簡(jiǎn)介: 身兼音樂(lè)家、詩(shī)人、作家、劇作家多重身份的高音薩克斯風(fēng)手Archie Shepp,是60年代最有煽動(dòng)力的自由樂(lè)派樂(lè)手。帶著深厚的種族情感和覺(jué)醒意識(shí),這位雙子座、曾以音樂(lè)藝術(shù)為武器、宣揚(yáng)族人權(quán)益的音樂(lè)家,似乎永遠(yuǎn)不會(huì)缺少創(chuàng)造力,只要拿起薩克斯風(fēng),他那股奪目耀眼的風(fēng)采便如泉涌現(xiàn),這就是 更多>
身兼音樂(lè)家、詩(shī)人、作家、劇作家多重身份的高音薩克斯風(fēng)手Archie Shepp,是60年代最有煽動(dòng)力的自由樂(lè)派樂(lè)手。帶著深厚的種族情感和覺(jué)醒意識(shí),這位雙子座、曾以音樂(lè)藝術(shù)為武器、宣揚(yáng)族人權(quán)益的音樂(lè)家,似乎永遠(yuǎn)不會(huì)缺少創(chuàng)造力,只要拿起薩克斯風(fēng),他那股奪目耀眼的風(fēng)采便如泉涌現(xiàn),這就是為什么他一出道便驚艷爵士樂(lè)界,也能輕易感染他人意識(shí)的原因。2004年,Shepp特別替Venus錄制了最新專輯。音樂(lè)除了展現(xiàn)如原曲般對(duì)人生的強(qiáng)烈感慨外,還帶點(diǎn)濃濃的愛(ài)與愁。在1966、1967這兩年中,臺(tái)上的Shepp常常會(huì)癲癇般完全失去了控制,將手中的高音薩克斯吹得似一輛尖嘯的救火車,與他配合的樂(lè)手都不知該怎樣和他合奏,只好呆在一邊發(fā)愣。Archie Shepp說(shuō):“我玩音樂(lè)是發(fā)自于一種不可抗拒的需要...”,這句話很好的詮釋了他自己的風(fēng)格。
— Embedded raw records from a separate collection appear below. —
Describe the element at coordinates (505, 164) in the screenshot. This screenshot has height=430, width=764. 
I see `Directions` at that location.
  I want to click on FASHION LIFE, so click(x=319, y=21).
Archie Shepp has been at various times a feared firebrand and radical, soulful throwback and contemplative veteran. He was viewed in the 60s as perhaps the most articulate and disturbing member of the free generation, a published playwright willing to speak on the record in unsparing, explicit fashion about social injustice and the anger and rage he felt. His tenor sax solos were searing, harsh, and unrelenting, played with a vivid intensity. But in the 70s, Shepp employed a fatback/swing-based R&B approach, and in the 80s he mixed straight bebop, ballads, and blues pieces displaying little of the fury and fire from his earlier days. Shepp studied dramatic literature at Goddard College, earning his degree in 1959. He played alto sax in dance bands and sought theatrical work in New York. But Shepp switched to tenor, playing in several free jazz bands. He worked with Cecil Taylor, co-led groups with Bill Dixon and played in the New York Contemporary Five with Don Cherry and John Tchicai. He led his own bands in the mid-60s with Roswell Rudd, Bobby Hutcherson, Beaver Harris, and Grachan Moncur III. His Impulse albums included poetry readings and quotes from James Baldwin and Malcolm X. Shepps releases sought to paint an aural picture of African-American life, and included compositions based on incidents like Attica or folk sayings. He also produced plays in New York, among them The Communist in 1965 and Lady Day: A Musical Tragedy in 1972 with trumpeter/composer Cal Massey. But starting in the late 60s, the rhetoric was toned down and the anger began to disappear from Shepps albums. He substituted a more celebratory, and at times reflective attitude. Shepp turned to academia in the late 60s, teaching at SUNY in Buffalo, then the University of Massachusetts. He was named an associate professor there in 1978. Shepp toured and recorded extensively in Europe during the 80s, cutting some fine albums with Horace Parlan, Niels-Henning ?rsted Pedersen, and Jasper vant Hof. He has recorded extensively for Impulse, Byg, Arista/Freedom, Phonogram, Steeplechase, Denon, Enja, EPM, and Soul Note among others over the years. Unfortunately his tone declined from the mid-80s on (his highly original sound was his most important contribution to jazz), and Shepp became a less significant figure in the 1990s than one might have hoped.